By Mark Dovich
Armenia is ready to cede to Azerbaijan control of four border villages formerly inhabited by Azerbaijanis in an effort to avert another round of hostilities, Prime Minister Nikol Pashinyan has confirmed.
“Our policy is that we must prevent a (new) war, we must not allow a (new) war to start. And this is also the reason why we have decided to identify the precise border…in these areas,” he said on a visit Monday to the area where those villages are located.
Continuing, Pashinyan said his negotiators had asked Azerbaijan to withdraw from the roughly 83 square miles of territory within Armenia that its troops have occupied since the 2020 Nagorno-Karabakh war. Azerbaijan has so far refused to do so, and Armenia is now prepared to hand over the villages for nothing in return, he added.
Earlier this month, the head of Azerbaijan’s border negotiating team demanded Armenia “immediately” give up four villages located along the border between Armenia’s northeastern Tavush region and Azerbaijan’s northwestern Gazakh district.
Read more: Azerbaijan demands 4 villages as normalization talks with Armenia stall
At a press conference days later, Pashinyan indicated he is open to handing over villages that belonged to the former Azerbaijani Soviet Socialist Republic but are now under his country’s control, while stressing he will never cede control of any territories located within the former Armenian Soviet Socialist Republic.
Armenian forces took control of the four villages in question during the first Nagorno-Karabakh war, forcing their ethnic Azerbaijani residents to flee. The villages are particularly important to Armenia since the main highway to Georgia runs near them, as well as the sole natural gas pipeline from Russia.
As of Tuesday afternoon, no timeline for their handover had been given.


**WHAT YOU ARE ASKED TO DO**
A picture-free, exact transcript of the entries below is required.

**EXERCISE DATA**

__________

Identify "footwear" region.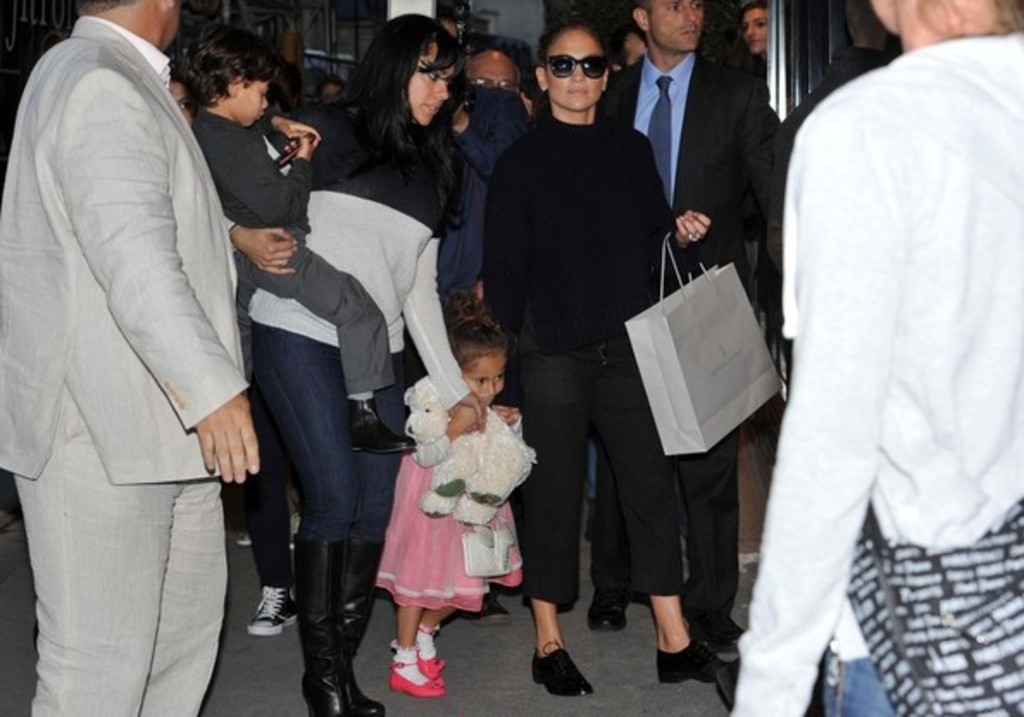
Region: detection(245, 583, 307, 638).
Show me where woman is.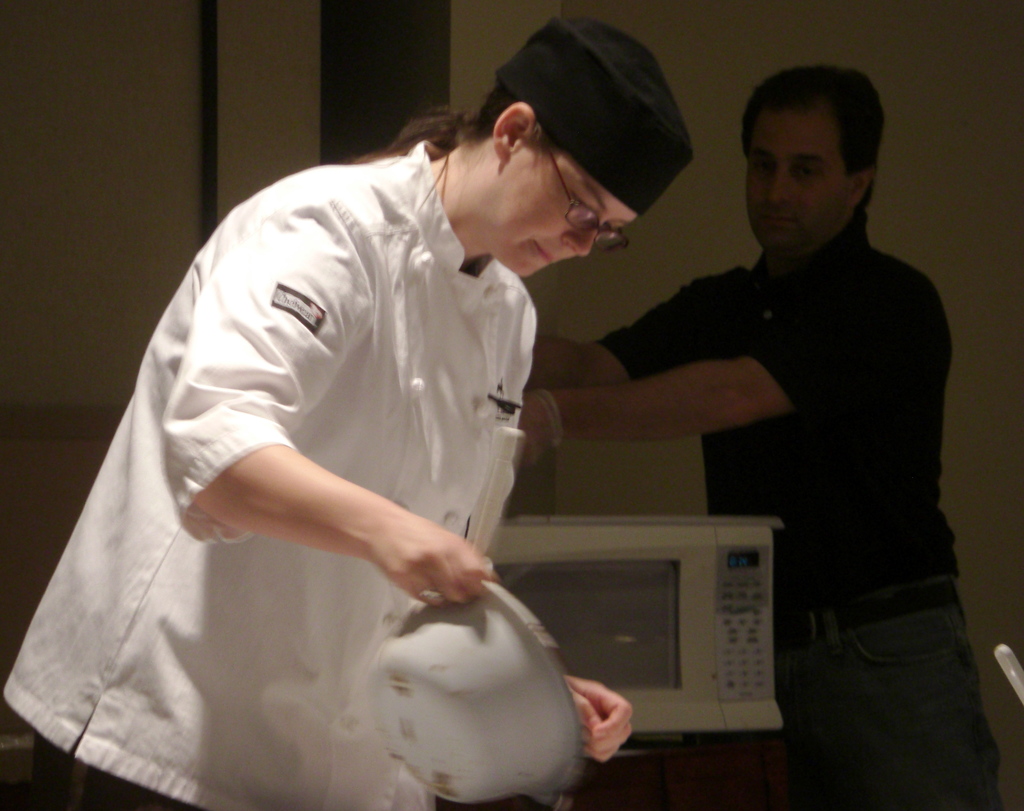
woman is at (left=0, top=6, right=692, bottom=805).
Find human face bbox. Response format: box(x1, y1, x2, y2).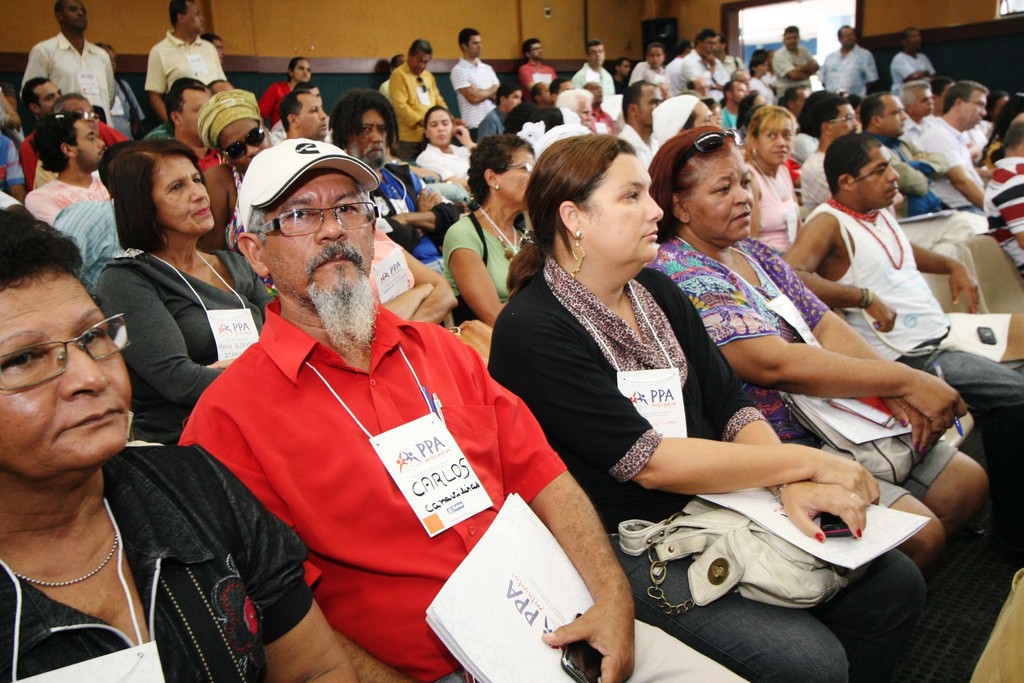
box(69, 101, 92, 115).
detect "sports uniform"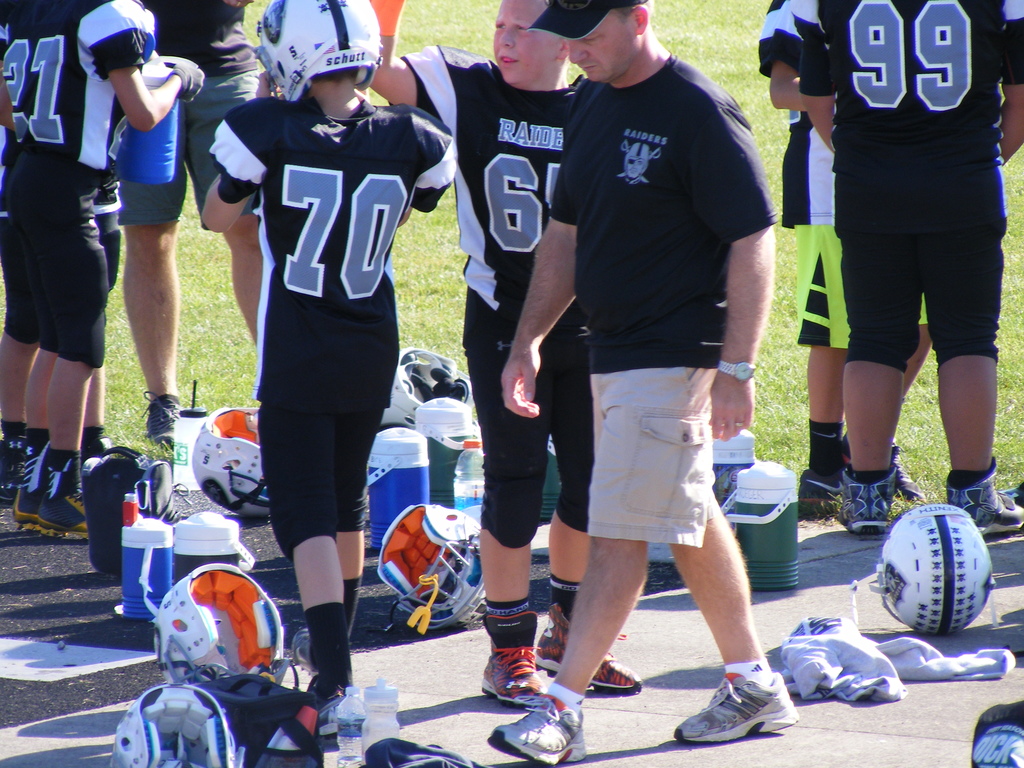
pyautogui.locateOnScreen(392, 40, 595, 547)
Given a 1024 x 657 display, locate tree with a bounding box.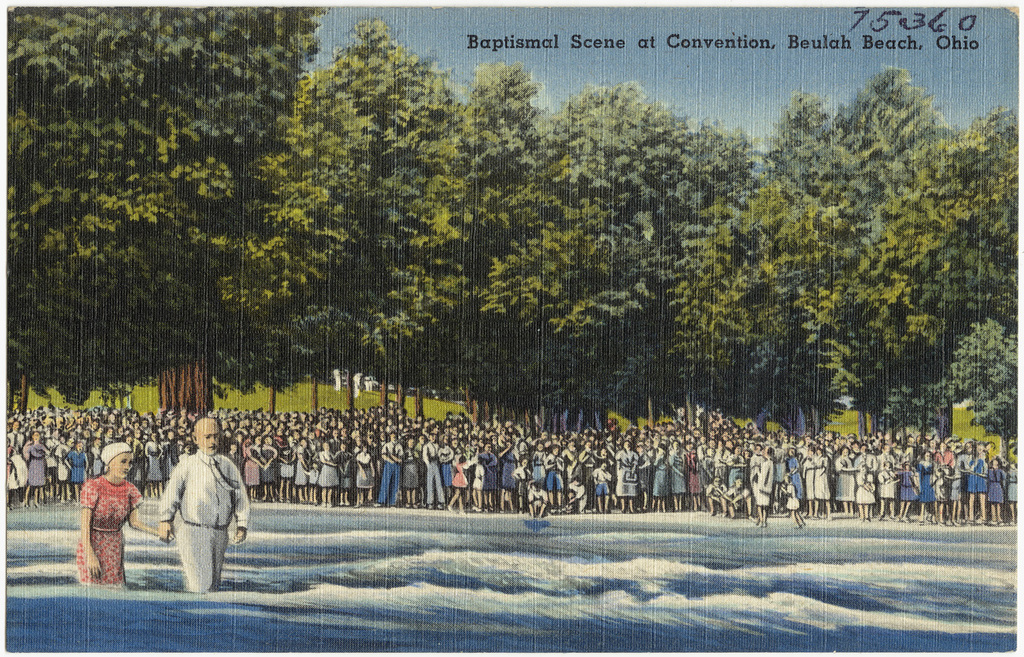
Located: l=952, t=319, r=1023, b=464.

__________

**SOLUTION FOR THIS EXERCISE**
Identify "footwear" region.
Region: detection(245, 583, 307, 638).
Show me where woman is.
woman is at (left=0, top=6, right=692, bottom=805).
Find human face bbox. Response format: box(x1, y1, x2, y2).
box(69, 101, 92, 115).
detect "sports uniform"
pyautogui.locateOnScreen(392, 40, 595, 547)
Given a 1024 x 657 display, locate tree with a bounding box.
Located: l=952, t=319, r=1023, b=464.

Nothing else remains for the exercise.